[The problem]
Pictures are to be left out; every line from the one that holds "What do you" to the end of the data is to be retyped exactly.

Stored items:
#####
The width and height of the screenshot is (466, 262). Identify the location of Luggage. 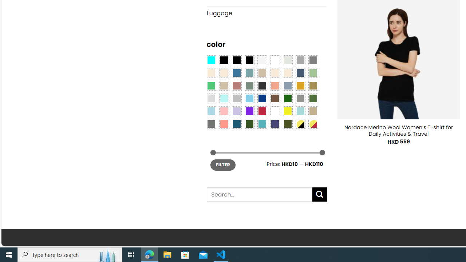
(266, 13).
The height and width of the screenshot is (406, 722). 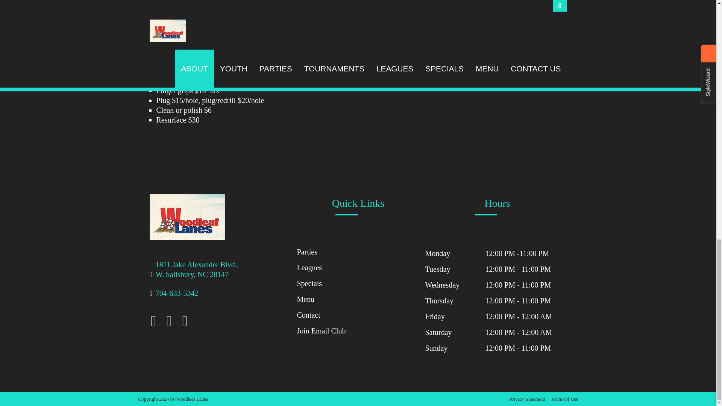 I want to click on Parties, so click(x=307, y=252).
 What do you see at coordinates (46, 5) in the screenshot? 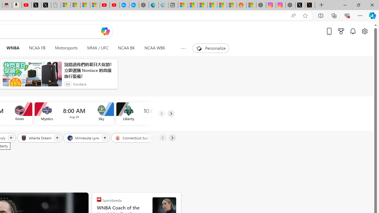
I see `X` at bounding box center [46, 5].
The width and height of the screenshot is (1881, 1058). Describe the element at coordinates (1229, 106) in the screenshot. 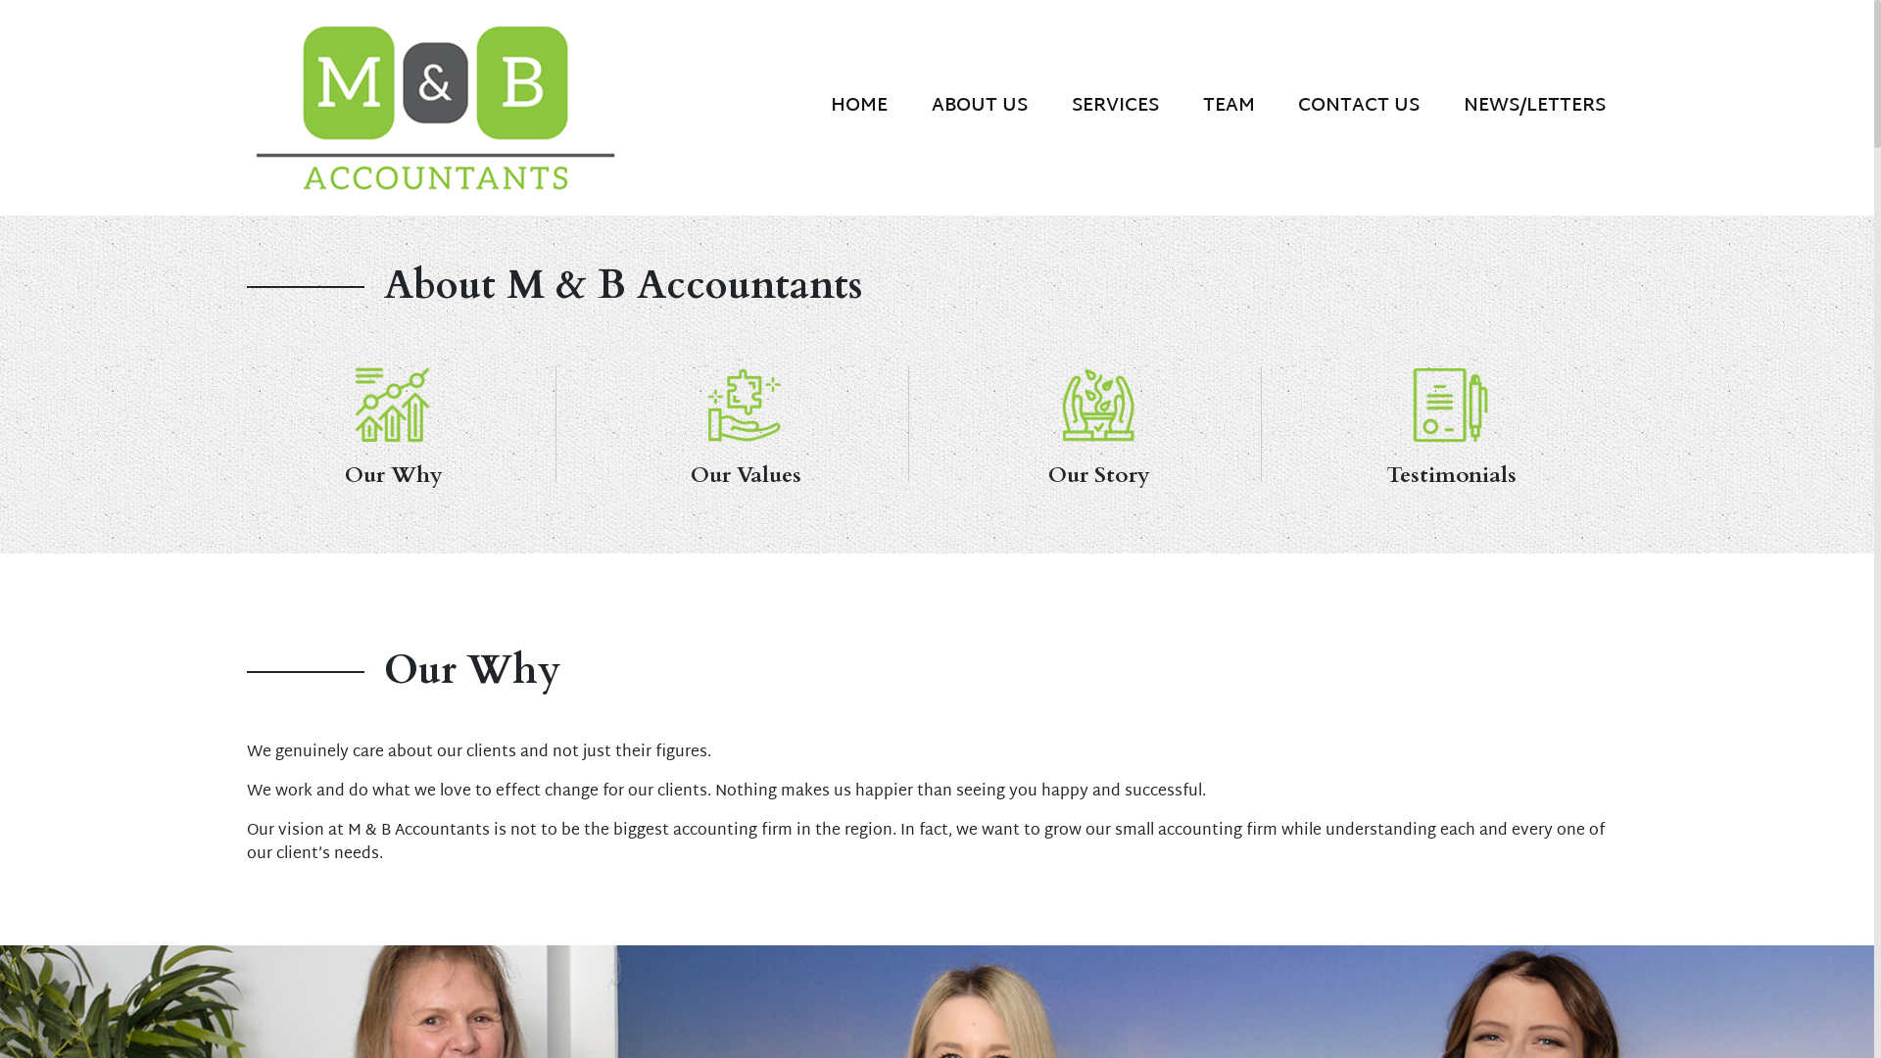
#####
[Exercise response]
 What do you see at coordinates (46, 5) in the screenshot? 
I see `X` at bounding box center [46, 5].
The width and height of the screenshot is (1881, 1058). Describe the element at coordinates (1229, 106) in the screenshot. 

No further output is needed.